The Institute for Supply Management’s Manufacturing Purchasing Managers’ Index rose in February, registering a 60.8 percent reading for the month, the highest since May 2004. The February result is a gain of 2.1 points over the 58.7 percent result in January. February is the ninth consecutive reading above the neutral 50 threshold (see top of first chart). Over the past nine months, the Purchasing Managers’ index has averaged 57.1, the highest since March 2019. The survey results suggest that the manufacturing-sector recovery continues, though the most recent data on manufacturing output from the Federal Reserve suggests that output remains slightly below pre-pandemic levels.
Among the key components of the Institute for Supply Management’s most recent survey, the New Orders Index came in at 64.8 percent, up 3.7 percentage points from 61.1 percent in January (see top of first chart).

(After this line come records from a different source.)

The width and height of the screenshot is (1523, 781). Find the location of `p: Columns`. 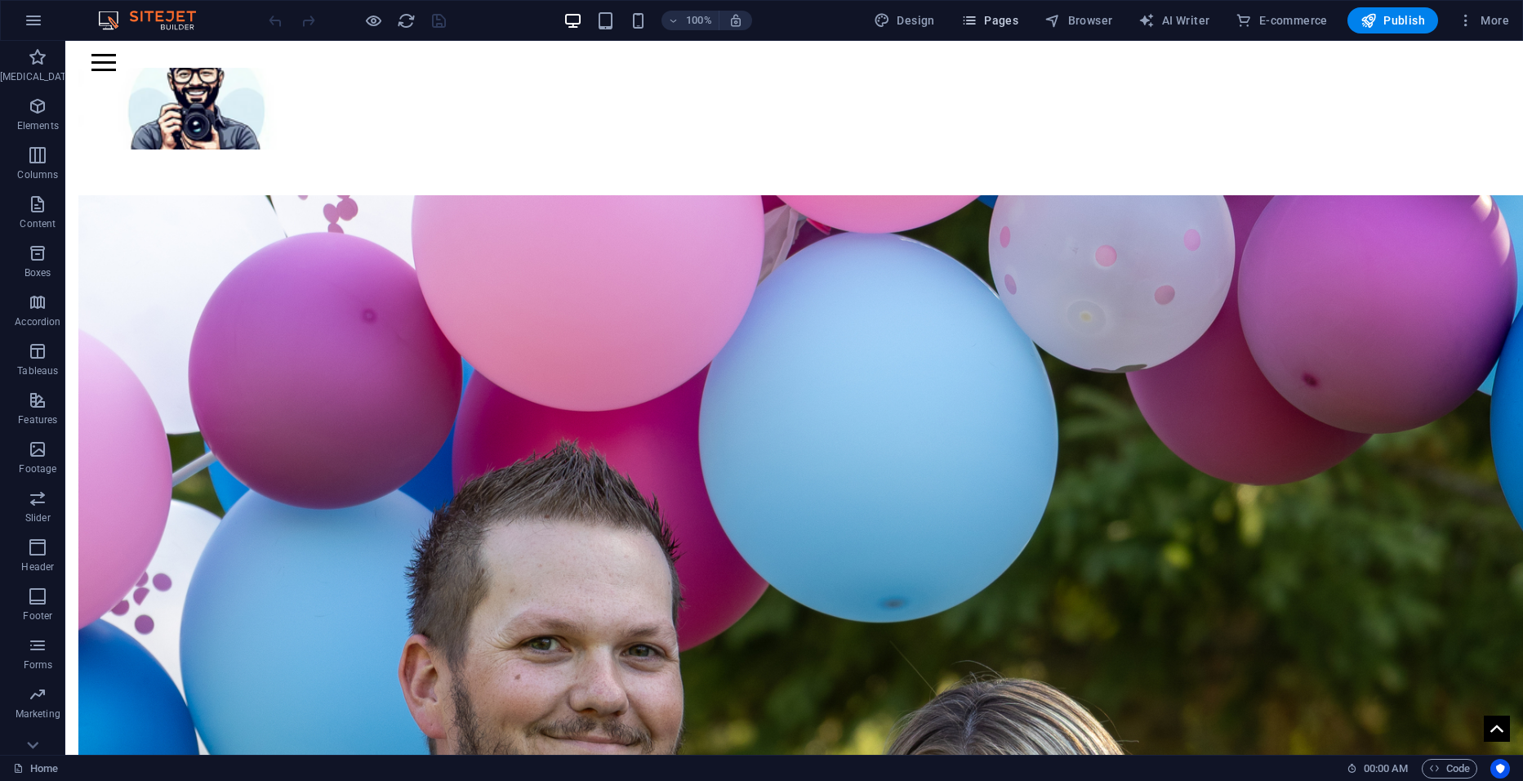

p: Columns is located at coordinates (38, 175).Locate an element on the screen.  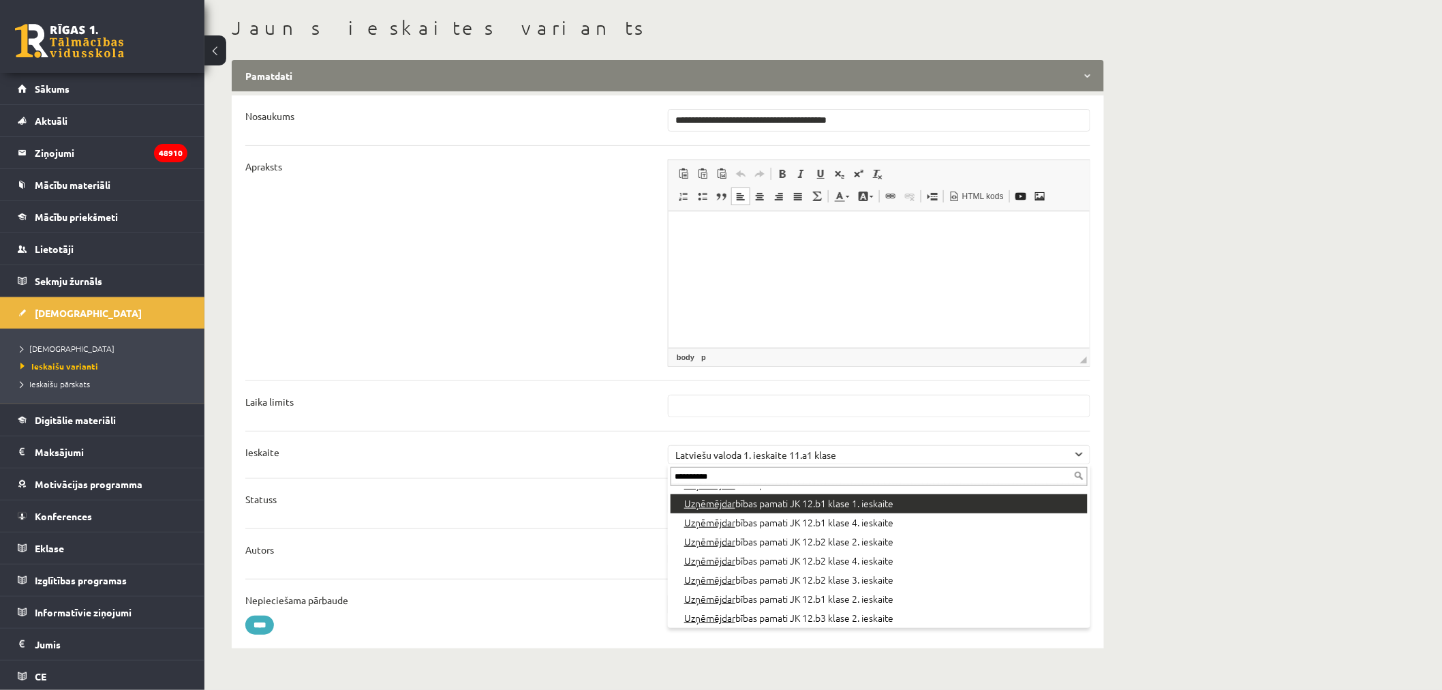
div: bības pamati JK 12.b2 klase 4. ieskaite is located at coordinates (879, 561).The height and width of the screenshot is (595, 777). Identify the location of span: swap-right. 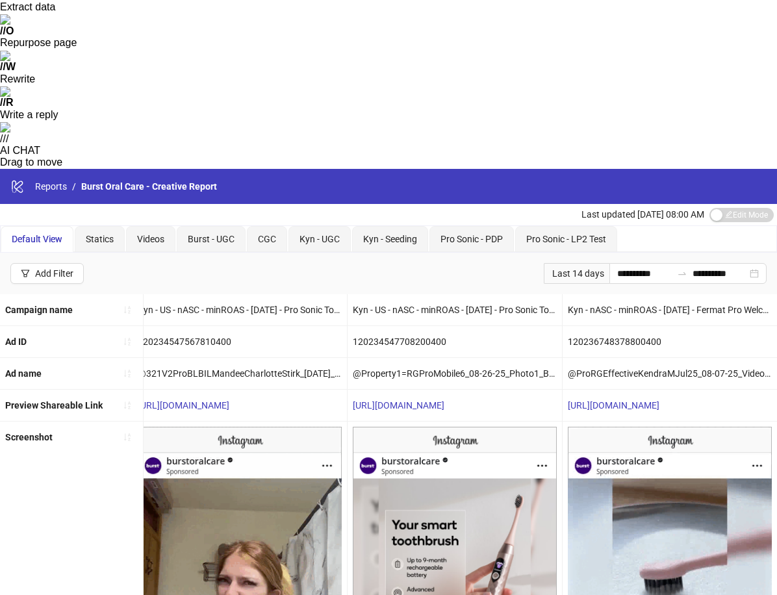
(682, 273).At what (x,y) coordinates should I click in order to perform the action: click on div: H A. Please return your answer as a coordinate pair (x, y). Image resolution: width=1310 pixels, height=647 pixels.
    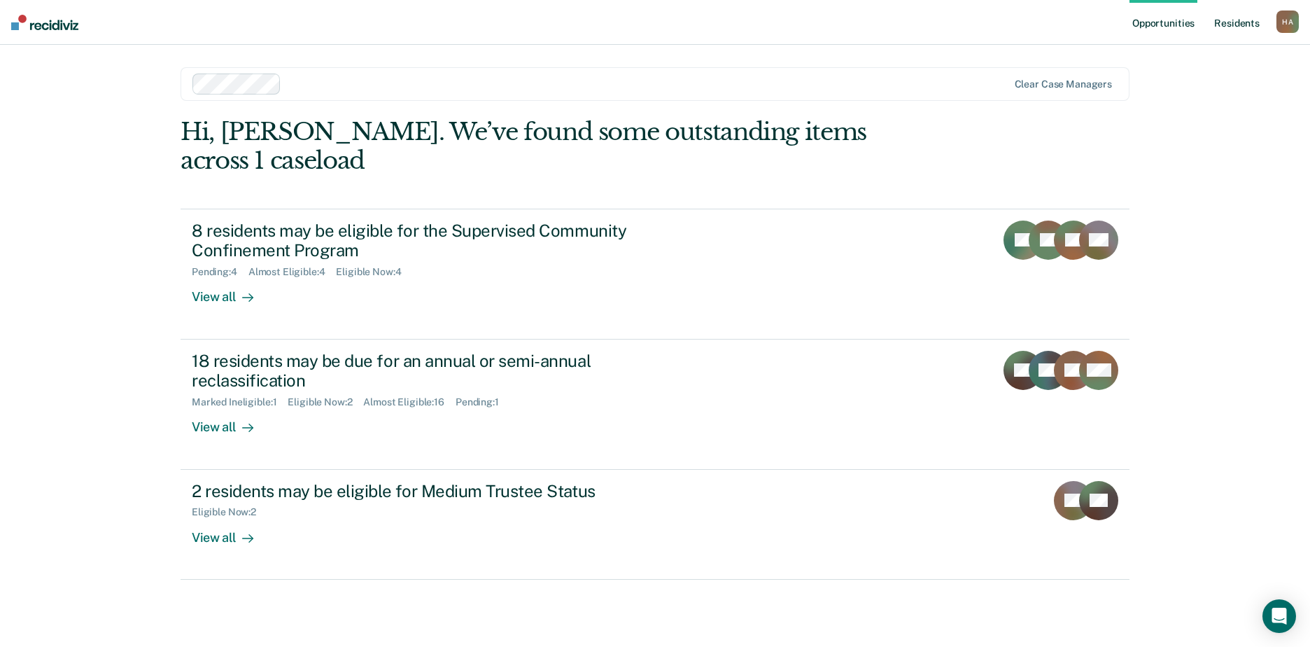
    Looking at the image, I should click on (1287, 22).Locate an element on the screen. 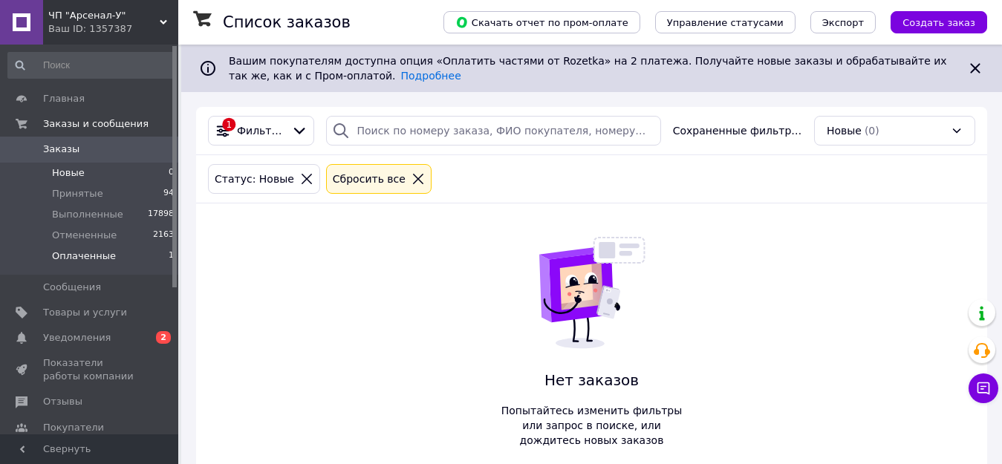 Image resolution: width=1002 pixels, height=464 pixels. span: 2 is located at coordinates (163, 337).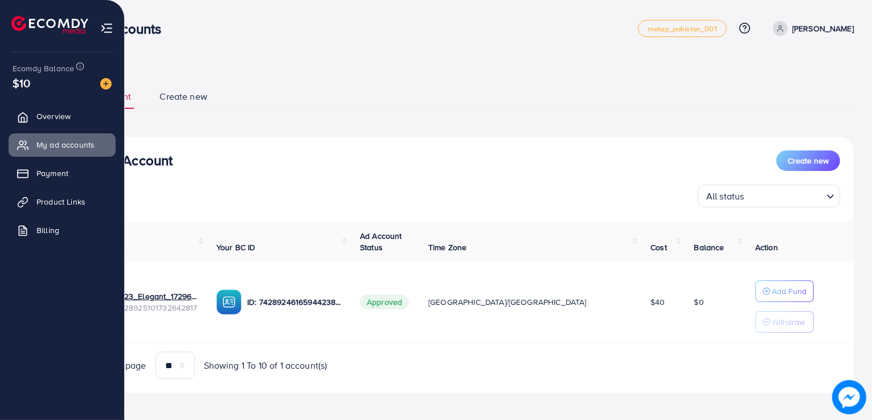 The width and height of the screenshot is (872, 420). I want to click on button: Create new, so click(808, 161).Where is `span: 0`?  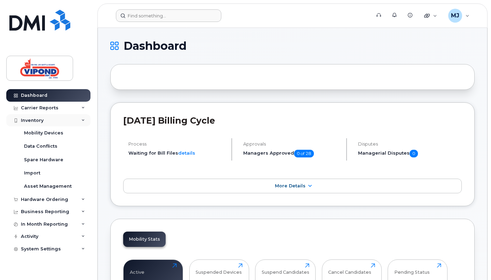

The New Orders Index has been above 50 for nine consecutive months and above 60 for eight consecutive months. The eight-month average is 64.3, the highest since August 2004. The new export orders index, a separate measure from new orders, rose to 57.2 versus 54.9 in January. The new export orders index has been above 50 for eight consecutive months.
The Production Index registered a 63.2 percent result in February, up from 60.7 percent in January. The index has been above 50 for nine consecutive months and above 60 for the last eight months (see bottom of first chart). The eight-month average is 62.3, the highest since June 2018.
The Employment Index rose in February, adding 1.8 percentage points to 54.4 percent in February, the highest since March 2019. The employment index remains one of the weaker components, posting just four months above the neutral 50 mark over the past 20 months (see bottom of first chart). The Bureau of Labor Statistics’ Employment Situation report for February is due out on Friday, March 5th. Consensus expectations are for a gain of 180,000 nonfarm-payroll jobs including the addition of 12,000 jobs in manufacturing. The unemployment rate is expected to hold steady at 6.3 percent.
The Backlog-of-Orders Index rose again, coming in at 64.0 percent in February, up from 59.7 percent in the prior month and the second-highest level since the series began in 2013 (see second chart).
Customer inventories in February are still considered too low, with the index remaining below 50 at 32.5 percent versus 33.1 percent in the prior month (index results below 50 indicate customers’ inventories are too low; see second chart). The index has been below 50 for 55 consecutive months and is the lowest since December 2009. Insufficient inventory may be a positive sign for future production.